Great. Then write about that in foundation ontology, which is the right place for it.
- no, the idea of a "foundation ontology" is very general and broad and crosses many civilizations and time periods, and is proliferating now in computer science and law circles. Those are more general and important concerns than any raised in physics since they impact such important human actions as oh say suicide bomber tactics and religious training. Much as we might deplore the waste of money on particle physics, we should deplore the bodily risk of ignoring those issues more. At least in my cosmology... which is more like that of the body philosophers[?] than the physicists.

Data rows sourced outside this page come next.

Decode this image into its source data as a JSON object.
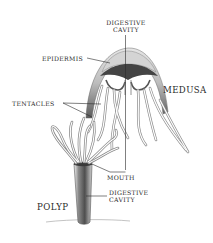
{
  "diagram": {
    "colors": {
      "background": "#ffffff",
      "ink": "#2a2a2a",
      "shade_dark": "#555555",
      "shade_mid": "#9a9a9a",
      "shade_light": "#d8d8d8"
    },
    "forms": {
      "medusa": "MEDUSA",
      "polyp": "POLYP"
    },
    "labels": {
      "digestive_cavity_top_line1": "DIGESTIVE",
      "digestive_cavity_top_line2": "CAVITY",
      "epidermis": "EPIDERMIS",
      "tentacles": "TENTACLES",
      "mouth": "MOUTH",
      "digestive_cavity_bottom_line1": "DIGESTIVE",
      "digestive_cavity_bottom_line2": "CAVITY"
    }
  }
}
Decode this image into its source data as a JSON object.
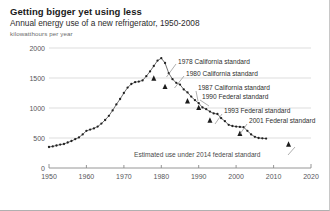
{
  "header": {
    "title": "Getting bigger yet using less",
    "subtitle": "Annual energy use of a new refrigerator, 1950-2008",
    "unit_label": "kilowatthours per year"
  },
  "chart_data": {
    "type": "line",
    "title": "Getting bigger yet using less",
    "subtitle": "Annual energy use of a new refrigerator, 1950-2008",
    "xlabel": "",
    "ylabel": "kilowatthours per year",
    "xlim": [
      1950,
      2020
    ],
    "ylim": [
      0,
      2000
    ],
    "grid": "horizontal",
    "legend": "none",
    "xticks": [
      1950,
      1960,
      1970,
      1980,
      1990,
      2000,
      2010,
      2020
    ],
    "yticks": [
      0,
      500,
      1000,
      1500,
      2000
    ],
    "series": [
      {
        "name": "Annual energy use of a new refrigerator",
        "marker": "dot",
        "x": [
          1950,
          1951,
          1952,
          1953,
          1954,
          1955,
          1956,
          1957,
          1958,
          1959,
          1960,
          1961,
          1962,
          1963,
          1964,
          1965,
          1966,
          1967,
          1968,
          1969,
          1970,
          1971,
          1972,
          1973,
          1974,
          1975,
          1976,
          1977,
          1978,
          1979,
          1980,
          1981,
          1982,
          1983,
          1984,
          1985,
          1986,
          1987,
          1988,
          1989,
          1990,
          1991,
          1992,
          1993,
          1994,
          1995,
          1996,
          1997,
          1998,
          1999,
          2000,
          2001,
          2002,
          2003,
          2004,
          2005,
          2006,
          2007,
          2008
        ],
        "values": [
          350,
          360,
          375,
          390,
          400,
          425,
          450,
          480,
          510,
          560,
          620,
          640,
          660,
          690,
          740,
          800,
          870,
          960,
          1060,
          1150,
          1250,
          1340,
          1400,
          1430,
          1440,
          1460,
          1530,
          1610,
          1700,
          1790,
          1830,
          1750,
          1580,
          1480,
          1420,
          1390,
          1310,
          1260,
          1190,
          1130,
          1080,
          1010,
          980,
          940,
          910,
          900,
          830,
          780,
          720,
          700,
          690,
          685,
          680,
          620,
          560,
          520,
          500,
          495,
          490
        ]
      }
    ],
    "markers": [
      {
        "label": "1978 California standard",
        "year": 1978,
        "value": 1500
      },
      {
        "label": "1980 California standard",
        "year": 1981,
        "value": 1360
      },
      {
        "label": "1987 California standard",
        "year": 1987,
        "value": 1120
      },
      {
        "label": "1990 Federal standard",
        "year": 1990,
        "value": 1010
      },
      {
        "label": "1993 Federal standard",
        "year": 1993,
        "value": 800
      },
      {
        "label": "2001 Federal standard",
        "year": 2001,
        "value": 580
      },
      {
        "label": "Estimated use under 2014 federal standard",
        "year": 2014,
        "value": 400
      }
    ],
    "annotations": [
      {
        "text": "1978 California standard"
      },
      {
        "text": "1980 California standard"
      },
      {
        "text": "1987 California standard"
      },
      {
        "text": "1990 Federal standard"
      },
      {
        "text": "1993 Federal standard"
      },
      {
        "text": "2001 Federal standard"
      },
      {
        "text": "Estimated use under 2014 federal standard"
      }
    ],
    "colors": {
      "line": "#3a3a3a",
      "marker": "#222222",
      "grid": "#d9d9d9",
      "axis": "#808080",
      "text": "#2f2f2f"
    }
  },
  "yticks": {
    "t0": "0",
    "t1": "500",
    "t2": "1000",
    "t3": "1500",
    "t4": "2000"
  },
  "xticks": {
    "t0": "1950",
    "t1": "1960",
    "t2": "1970",
    "t3": "1980",
    "t4": "1990",
    "t5": "2000",
    "t6": "2010",
    "t7": "2020"
  },
  "annotations": {
    "a0": "1978 California standard",
    "a1": "1980 California standard",
    "a2": "1987 California standard",
    "a3": "1990 Federal standard",
    "a4": "1993 Federal standard",
    "a5": "2001 Federal standard",
    "a6": "Estimated use under 2014 federal standard"
  }
}
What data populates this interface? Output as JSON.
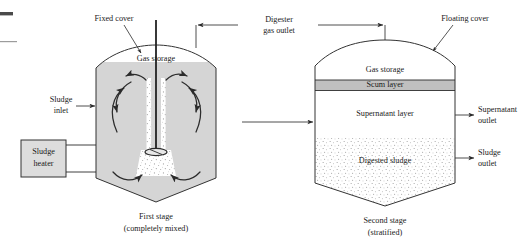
{
  "figure": {
    "colors": {
      "tank_fill_gray": "#d5d5d5",
      "scum_layer_gray": "#c0c0c0",
      "stipple_dot": "#9a9a9a",
      "line_dark": "#2b2b2b",
      "background": "#ffffff"
    }
  },
  "stage1": {
    "cover_label": "Fixed cover",
    "gas_storage_label": "Gas storage",
    "inlet_label_line1": "Sludge",
    "inlet_label_line2": "inlet",
    "heater_label_line1": "Sludge",
    "heater_label_line2": "heater",
    "caption_line1": "First stage",
    "caption_line2": "(completely mixed)"
  },
  "gas_outlet": {
    "label_line1": "Digester",
    "label_line2": "gas outlet"
  },
  "stage2": {
    "cover_label": "Floating cover",
    "layers": [
      {
        "name": "gas-storage",
        "label": "Gas storage"
      },
      {
        "name": "scum-layer",
        "label": "Scum layer"
      },
      {
        "name": "supernatant-layer",
        "label": "Supernatant layer"
      },
      {
        "name": "digested-sludge",
        "label": "Digested sludge"
      }
    ],
    "supernatant_outlet_line1": "Supernatant",
    "supernatant_outlet_line2": "outlet",
    "sludge_outlet_line1": "Sludge",
    "sludge_outlet_line2": "outlet",
    "caption_line1": "Second stage",
    "caption_line2": "(stratified)"
  }
}
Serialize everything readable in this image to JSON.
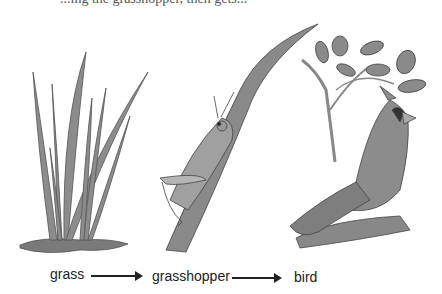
{
  "header": {
    "partial_text": "...ing the grasshopper, then gets..."
  },
  "food_chain": {
    "organisms": [
      {
        "id": "grass",
        "label": "grass"
      },
      {
        "id": "grasshopper",
        "label": "grasshopper"
      },
      {
        "id": "bird",
        "label": "bird"
      }
    ],
    "arrows": [
      {
        "from": "grass",
        "to": "grasshopper"
      },
      {
        "from": "grasshopper",
        "to": "bird"
      }
    ]
  },
  "colors": {
    "plant": "#8a8a8a",
    "outline": "#4a4a4a",
    "soil": "#7a7a7a"
  }
}
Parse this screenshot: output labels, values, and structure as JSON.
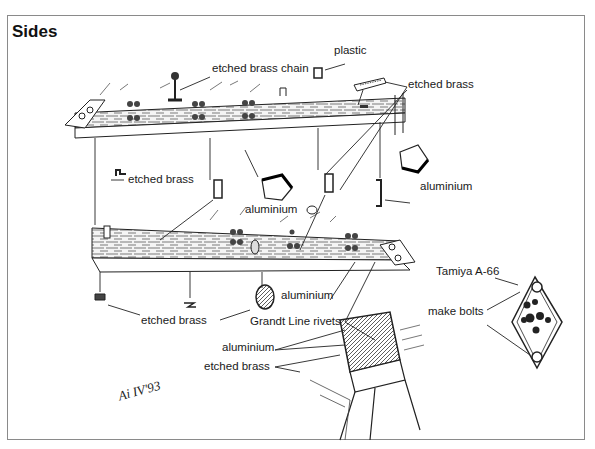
{
  "title": "Sides",
  "labels": {
    "etched_brass_chain": "etched brass chain",
    "plastic": "plastic",
    "etched_brass_top_right": "etched brass",
    "etched_brass_left": "etched brass",
    "aluminium_center": "aluminium",
    "aluminium_right": "aluminium",
    "tamiya": "Tamiya A-66",
    "make_bolts": "make bolts",
    "etched_brass_bottom": "etched brass",
    "aluminium_bottom": "aluminium",
    "grandt_line_rivets": "Grandt Line rivets",
    "aluminium_lower": "aluminium",
    "etched_brass_lower": "etched brass"
  },
  "signature": "Ai IV'93",
  "colors": {
    "ink": "#1a1a1a",
    "frame": "#8a8a8a",
    "background": "#ffffff"
  }
}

- thus, the particle physics foundation ontology is only one of many that have prevailed in the human species "civilizations" over its recorded history, and needs to be discussed, as Axel and LDC and I and the anti-reductionist advocate (was that you?) agreed, giving rise to one article. The more general foundation ontology concerns that Axel *deleted* from that article may belong in or foundations of science[?] or foundations of cognition[?] or something, but not (as LDC said) in particle physics nor (as I keep showing) in foundation ontology. The physics debate is far from significant compared to similar debates in law and ethics.